Kansas City Strip

No ju$tice, no peace: When Florida election buster Jesse Jackson came to town last week, it was no surprise that he complained about George W. Bush‘s nominating John Ashcroft for attorney general. But during Jackson’s appearance at the $25-per-head “Economic Ju$tice” luncheon at the downtown Marriott, Jackson got a taste of his own medicine from a handful of protesters who were angry that Osco had sponsored the event.

The demonstrators were led by Shiriki Unganisha and included relatives of Demetrius Davis, who died outside the Osco at 39th and Main on November 9, 1999, shortly after being wrestled to the ground by drugstore employees who suspected Davis of shoplifting. Davis was black; the four people who sat on him after he complained he couldn’t breathe are white.

Black activists were outraged — until two things happened: Osco agreed to sign a “memorandum of understanding,” outlining ways the pharmacy chain would improve its relationship with the African-American community, and an autopsy revealed that “cocaine intoxication” had contributed to Davis’ demise.

No criminal charges were filed in the case, but Davis’ family filed a wrongful-death suit just days after his death. The family’s supporters have been protesting on the corner of 39th and Main for more than a year. For them, the fact that Osco sponsored a lunch as part of the city’s weeklong Martin Luther King celebration was “a slap in the face.”

“How can you have a dinner when justice has not been served?” Davis’ sister, Deborah Godfry, shouted at puzzled luncheongoers as they pulled up to the hotel.

“I wonder if Dr. King would have signed an agreement when a black man was murdered by four white men in front of a store in broad daylight with twenty to 25 witnesses and no one was arrested,” hollered Davis’ brother-in-law, Reginald Parsels.

As the shouting escalated, a mysterious figure appeared as if from nowhere. It was Omega Man! Otherwise known as Alonzo Washington, the media-savvy activist and creator of the black comic-book superhero was one of the activists who had attended the initial Osco protests following Davis’ death. Now his action figures are available at Osco as a result of the company’s commitment to carrying products made by African-Americans.

Wearing a midlength leather coat tied at the waist, a crisp black suit, a brilliant-blue shirt and tie and an omega-symbol earring — looking like Omega Man might in his civvies — Washington had come to save the day.

But instead, things just got more tense. Washington tried to convince Godfry he was on her side, pointing out that he was the only one “down here” talking with the protesters. “They want me to come out to deal with it because they don’t want to,” he claimed, referring to the community leaders inside.

Godfry was having none of it. “Osco has passed a lot of money and you all have got in on it,” she barked at him.

While Parsels and Unganisha argued that Washington was there only to protect the Omega Man image, Godfry criticized Washington and other activists for selling out. “Everybody was bought. If you stood for righteousness, you wouldn’t have put no toy in the stores for my brother’s life.”

But nobody calls Omega Man a sellout. “I want you to name a young black person who has done more in the community than I have!” Washington shot back. “Tell me somebody else young and black who came and talked to you. You know what? I come to these things when it ain’t my family member that was killed. Have you all done that?”

Finally, Washington pulled out the big guns. “If y’all want me to have Jesse come out I can do that …”

Jackson never materialized, but, like a superhero sidekick showing up just in the nick of time, a man in a Quick Delivery uniform, identifying himself as Davis’ best friend, Stacy Mirth, stopped his car in the street, jumped out and stepped between Godfry and Washington — and in front of gathering TV cameras. “I think the public that’s watching this,” he calmly began, “you have to understand how [the protestors feel] every time they open up the paper and they see the black leadership shaking hands with Osco over certain types of arrangements. That hurts the family because what the family is seeking, it isn’t just the monetary aspect of what goes on in these cases; they want someone to be held accountable for the death of their son.”

Shortly after that, the Davis crowd dispersed, leaving a lone protester waving a laser-printed sign he’d made at Kinko’s that morning. Blue Davis (no relation to Demetrius Davis) offered a neatly typeset bromide: “Jesse Jackson: Poverty-pimping whore who divides the nation.”

Davis said he was an independent contractor who had “never done this before.” After shouting “Uncle Tom Club!” to Clinton Adams as the high-profile school-district critic left the luncheon, Davis explained that “Instead of being in there they should be out there with their khakis on, talking with the crack heads and welfare recipients, praying with them and bringing Christ into their life.”

A hotel manager had called the police when Davis stepped off the public sidewalk onto the Marriott driveway, but the cops didn’t hassle him much. Davis, however, was prepared to be arrested for civil disobedience: “I got my credit card in my pocket.”

And that, we say, is the true meaning of economic justice.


Instructions to follow. The records underneath are to be repeated exactly, with the pictures left out.
====== Records for the exercise
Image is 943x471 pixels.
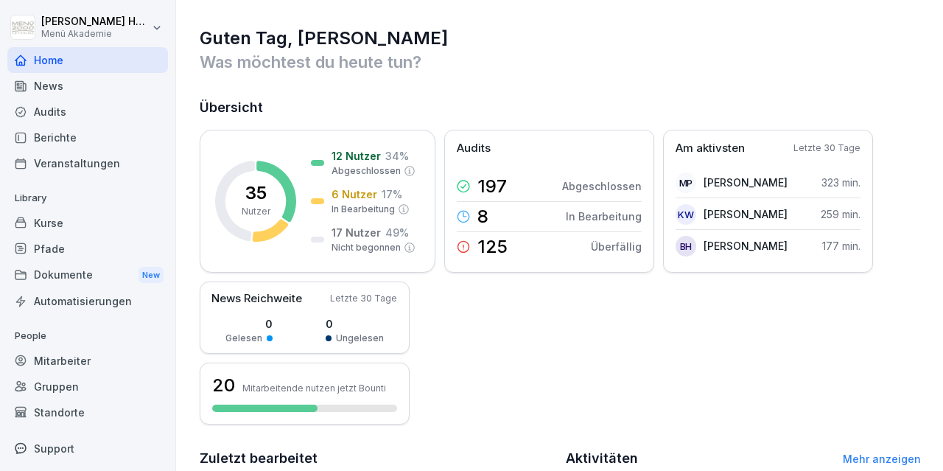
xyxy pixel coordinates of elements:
[7,324,168,348] p: People
[566,448,638,468] h2: Aktivitäten
[7,288,168,314] a: Automatisierungen
[225,331,262,345] p: Gelesen
[138,267,164,284] div: New
[331,241,401,254] p: Nicht begonnen
[242,205,270,218] p: Nutzer
[477,177,507,195] p: 197
[212,373,235,398] h3: 20
[331,186,377,202] p: 6 Nutzer
[225,316,273,331] p: 0
[591,239,642,254] p: Überfällig
[822,238,860,253] p: 177 min.
[7,99,168,124] a: Audits
[336,331,384,345] p: Ungelesen
[211,290,302,307] p: News Reichweite
[477,238,507,256] p: 125
[41,15,149,28] p: [PERSON_NAME] Hemmen
[242,382,386,393] p: Mitarbeitende nutzen jetzt Bounti
[675,236,696,256] div: BH
[7,399,168,425] a: Standorte
[7,236,168,261] a: Pfade
[200,448,555,468] h2: Zuletzt bearbeitet
[477,208,488,225] p: 8
[703,175,787,190] p: [PERSON_NAME]
[382,186,402,202] p: 17 %
[200,97,921,118] h2: Übersicht
[331,164,401,177] p: Abgeschlossen
[7,261,168,289] div: Dokumente
[703,238,787,253] p: [PERSON_NAME]
[200,27,921,50] h1: Guten Tag, [PERSON_NAME]
[331,225,381,240] p: 17 Nutzer
[326,316,384,331] p: 0
[7,150,168,176] a: Veranstaltungen
[820,206,860,222] p: 259 min.
[843,452,921,465] a: Mehr anzeigen
[457,140,491,157] p: Audits
[675,140,745,157] p: Am aktivsten
[821,175,860,190] p: 323 min.
[7,124,168,150] a: Berichte
[330,292,397,305] p: Letzte 30 Tage
[7,348,168,373] a: Mitarbeiter
[7,261,168,289] a: DokumenteNew
[7,47,168,73] a: Home
[7,73,168,99] a: News
[7,435,168,461] div: Support
[331,203,395,216] p: In Bearbeitung
[566,208,642,224] p: In Bearbeitung
[41,29,149,39] p: Menü Akademie
[7,186,168,210] p: Library
[331,148,381,164] p: 12 Nutzer
[793,141,860,155] p: Letzte 30 Tage
[675,204,696,225] div: KW
[7,373,168,399] a: Gruppen
[245,184,267,202] p: 35
[200,50,921,74] p: Was möchtest du heute tun?
[703,206,787,222] p: [PERSON_NAME]
[562,178,642,194] p: Abgeschlossen
[385,148,409,164] p: 34 %
[7,210,168,236] a: Kurse
[675,172,696,193] div: MP
[385,225,409,240] p: 49 %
============
Output for this task.
Image is 943x471 pixels.
xyxy pixel coordinates of elements:
[7,324,168,348] p: People
[566,448,638,468] h2: Aktivitäten
[7,288,168,314] a: Automatisierungen
[225,331,262,345] p: Gelesen
[138,267,164,284] div: New
[331,241,401,254] p: Nicht begonnen
[242,205,270,218] p: Nutzer
[477,177,507,195] p: 197
[212,373,235,398] h3: 20
[331,186,377,202] p: 6 Nutzer
[225,316,273,331] p: 0
[591,239,642,254] p: Überfällig
[822,238,860,253] p: 177 min.
[7,99,168,124] a: Audits
[336,331,384,345] p: Ungelesen
[211,290,302,307] p: News Reichweite
[477,238,507,256] p: 125
[41,15,149,28] p: [PERSON_NAME] Hemmen
[242,382,386,393] p: Mitarbeitende nutzen jetzt Bounti
[675,236,696,256] div: BH
[7,399,168,425] a: Standorte
[7,236,168,261] a: Pfade
[200,448,555,468] h2: Zuletzt bearbeitet
[477,208,488,225] p: 8
[703,175,787,190] p: [PERSON_NAME]
[382,186,402,202] p: 17 %
[200,97,921,118] h2: Übersicht
[331,164,401,177] p: Abgeschlossen
[7,261,168,289] div: Dokumente
[703,238,787,253] p: [PERSON_NAME]
[200,27,921,50] h1: Guten Tag, [PERSON_NAME]
[331,225,381,240] p: 17 Nutzer
[326,316,384,331] p: 0
[7,150,168,176] a: Veranstaltungen
[820,206,860,222] p: 259 min.
[843,452,921,465] a: Mehr anzeigen
[457,140,491,157] p: Audits
[675,140,745,157] p: Am aktivsten
[821,175,860,190] p: 323 min.
[7,124,168,150] a: Berichte
[330,292,397,305] p: Letzte 30 Tage
[7,348,168,373] a: Mitarbeiter
[7,261,168,289] a: DokumenteNew
[7,47,168,73] a: Home
[7,73,168,99] a: News
[7,435,168,461] div: Support
[331,203,395,216] p: In Bearbeitung
[566,208,642,224] p: In Bearbeitung
[41,29,149,39] p: Menü Akademie
[7,186,168,210] p: Library
[331,148,381,164] p: 12 Nutzer
[793,141,860,155] p: Letzte 30 Tage
[675,204,696,225] div: KW
[7,373,168,399] a: Gruppen
[245,184,267,202] p: 35
[200,50,921,74] p: Was möchtest du heute tun?
[703,206,787,222] p: [PERSON_NAME]
[562,178,642,194] p: Abgeschlossen
[385,148,409,164] p: 34 %
[7,210,168,236] a: Kurse
[675,172,696,193] div: MP
[385,225,409,240] p: 49 %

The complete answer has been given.